Categories
Random

The ever-evolving Intro to Lit reading list

Here’s what we’re reading this semester. A bunch of new titles because, frankly, I was getting bored:

  • Joyce Carol Oates, “Where Are You Going, Where Have You Been?”
  • Matthew Dickman, “Slow Dance”
  • Ernest Hemingway, “A Clean, Well-Lighted Place”
  • Mahtem Shiferraw, “The Monster”
  • Emily Dickinson, “Because I could not stop for death”
  • William Blake, “The Sick Rose”
  • ZZ Packer, “Brownies”
  • Anton Chekhov, “Oysters”
  • Wordsworth, “My Heart Leaps Up”
  • Edward P. Jones, “The Night Rhonda Ferguson Was Killed”
  • Elizabeth Alexander, “Tina Green”
  • Mary Ruefle, “The Hand”
  • Katherine Anne Porter, “Theft”
  • William Faulkner, “That Evening Sun Go Down”
  • Dorothy Parker, “A Certain Lady”
  • Edgar Allan Poe, “The Tell-Tale Heart”
  • Lydia Davis, “For Sixty Cents”
  • Franz Kafka, “A Hunger Artist”
  • Flannery O’Connor, “Greenleaf”
  • Haruki Murakami, “The Second Bakery Attack”
  • Aimee Bender, “The Rememberer”
  • Alice Munro, “Meneseteung”
  • Carlos Fuentes, “Chac-Mool”
  • Charlotte Perkins Gilman, “The Yellow Wallpaper”
  • Marie Howe, “What the Living Do”
  • Lacy M. Johnson, “White Trash Primer”
  • Alexander Chee, “Girl”
  • David Foster Wallace, “A Ticket to the Fair”
  • Herman Melville, “Bartleby”
  • James Baldwin, “Sonny’s Blues”
  • Barbara Ras, “You Can’t Have It All”
  • Julio Cortázar, “Continuity of Parks”
  • Grace Paley, “A Conversation with My Father”
  • Jorge Luis Borges, “Borges & I”
  • Annie Proulx, “The Half-Skinned Steer”
  • Joaquim Maria Machado de Assis, “The Fortune-Teller”
  • Maggie Smith, “Good Bones”
  • Donald Hall, “White Apples”
  • William Carlos Williams, “The Red Wheelbarrow”
  • Jamaal May, “The Gun Joke”
  • Cynthia Ozick, “A Drugstore in Winter”
  • Shakespeare, “Macbeth”
  • Zadie Smith, “Joy”
  • Tomas Q. Morín, “Love Train”
  • Michael Oppenheimer, “The Pairing Knife”
  • John Cheever, “The Country Husband”
  • James Joyce, “Araby”
  • Yazmina Reza, “God of Carnage”
  • Lorrie Moore, “You’re Ugly, Too”
  • Ron Carlson, “Bigfoot Stole My Wife”
  • George Saunders, “My Flamboyant Grandson”
  • Wallace Stevens, “13 Ways of Looking at a Blackbird”
  • Amber Sparks, “13 Ways of Destroying a Painting”
  • Kij Johnson, “26 Monkeys, also the abyss”
  • Joy Castro, “Grip”
  • Anton Chekhov, “Lady with the Dog”

Plus mystery stories for midterm and final.

Categories
Essay

On Walls, Paul Auster, and Donald Trump

I have a short(ish) essay over at Vol. 1 Brooklyn that aims to use Paul Auster’s writing to discuss the damage that comes with building walls (which, of course, is one of the main promises of a certain loud presidential candidate). I enjoyed writing it. Maybe you’ll enjoy reading it.

Categories
Book Review

Two new reviews? Yes! Two new reviews!

I was fortunate to talk about two great novels recently. At Numéro Cinq, I reviewed Horacio Castellanos Moya’s Revulsion: Thomas Bernhard in San Salvador, and Kenyon Review Online features my piece on Rachel B. Glaser’s art school novel, Paulina & Fran

Categories
Fiction

It’s a bird. It’s a plane. It’s a small story about a reluctant superhero.

Aaron Burch from Hobart was kind enough to publish my tiny story, “Solicitations,” today. This is the first of two pieces that’ll be appearing at Hobart. The other should pop up sometime this fall.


▶ _WHAT YOU WILL DO_
Reproduce the lines below exactly, starting at the one containing "xyxy pixel coordinates" and stopping at the final line.

Dataset items
+---+
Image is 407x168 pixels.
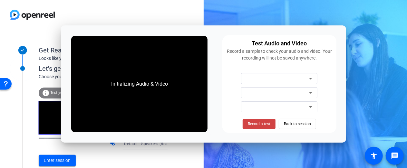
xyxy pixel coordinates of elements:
div: Get Ready! [39,45,168,55]
div: Choose your settings [39,74,181,80]
span: Test your audio and video [50,91,95,95]
span: Back to session [284,118,311,130]
div: Let's get connected. [39,64,181,74]
mat-icon: message [391,152,399,160]
div: Record a sample to check your audio and video. Your recording will not be saved anywhere. [226,48,333,62]
span: Default - Speakers (Realtek(R) Audio) [124,141,194,146]
div: Initializing Audio & Video [105,74,174,94]
mat-icon: volume_up [110,140,118,148]
mat-icon: accessibility [370,152,378,160]
span: Record a test [248,121,271,127]
button: Back to session [279,119,316,129]
div: Test Audio and Video [252,39,307,48]
button: Record a test [243,119,276,129]
span: Enter session [44,157,71,164]
mat-icon: info [42,89,50,97]
div: Looks like you've been invited to join [39,55,168,62]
+---+
▶ _RESPONSE BELOW_
xyxy pixel coordinates of elements:
div: Get Ready! [39,45,168,55]
div: Choose your settings [39,74,181,80]
span: Test your audio and video [50,91,95,95]
span: Back to session [284,118,311,130]
div: Let's get connected. [39,64,181,74]
mat-icon: message [391,152,399,160]
div: Record a sample to check your audio and video. Your recording will not be saved anywhere. [226,48,333,62]
span: Default - Speakers (Realtek(R) Audio) [124,141,194,146]
div: Initializing Audio & Video [105,74,174,94]
mat-icon: volume_up [110,140,118,148]
mat-icon: accessibility [370,152,378,160]
span: Record a test [248,121,271,127]
button: Back to session [279,119,316,129]
div: Test Audio and Video [252,39,307,48]
button: Record a test [243,119,276,129]
span: Enter session [44,157,71,164]
mat-icon: info [42,89,50,97]
div: Looks like you've been invited to join [39,55,168,62]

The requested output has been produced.